For many teenagers, reading has become almost entirely school-based: a Literature text, an assignment, a project, an exam. One of the most valuable things families can do is help restore reading to the realm of leisure, reflection, and personal curiosity, where interest drives the choice, and there is no grade at the end.
The Skill That Endures
Deep reading develops capacities that do not become obsolete: attention, judgment, clarity, and empathy. These are precisely the capabilities that matter most in a world where information is abundant, but reliability is uneven, and language is ubiquitous, but not always trustworthy.
AI will continue to shape how students learn and how adults work. The question is not whether young people will use these tools; they will. Nor is it whether new technologies will help us read, think and decide. Increasingly, they will do all three.
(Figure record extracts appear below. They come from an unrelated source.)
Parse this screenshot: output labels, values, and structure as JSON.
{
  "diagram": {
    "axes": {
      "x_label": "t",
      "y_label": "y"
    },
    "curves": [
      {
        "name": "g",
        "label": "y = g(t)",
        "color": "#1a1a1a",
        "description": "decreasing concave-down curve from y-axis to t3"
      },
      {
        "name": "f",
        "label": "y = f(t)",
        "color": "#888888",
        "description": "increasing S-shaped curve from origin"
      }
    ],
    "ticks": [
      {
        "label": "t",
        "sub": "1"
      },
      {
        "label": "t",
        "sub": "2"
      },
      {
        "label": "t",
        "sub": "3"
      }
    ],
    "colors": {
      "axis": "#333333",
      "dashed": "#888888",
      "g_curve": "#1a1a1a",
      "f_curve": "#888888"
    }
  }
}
The more important question is which decisions young people will keep within their own domain, and how carefully they will learn to evaluate them. One hopes that judgment will be formed by habits built slowly, one careful read at a time.
About the author
Jovin Loh is the Chief Executive Officer at Academia, the tuition centre he co-founded with his brother Johann in 2013. While Johann focuses on curriculum and pedagogy, Jovin drives operations, staffing, and long-term strategy. Before dedicating himself full-time to Academia, Jovin spent six years as Chief Investment Officer at Nair Pte Ltd, a single-family office investing in public equities, derivatives, early-stage companies, and private placements. Earlier in his career, he gained experience across sectors through internships at Asia Philanthropy Circle, Frost & Sullivan’s Healthcare Consulting Division, and EasyCopay, where he developed insights into philanthropy, consulting, and business development.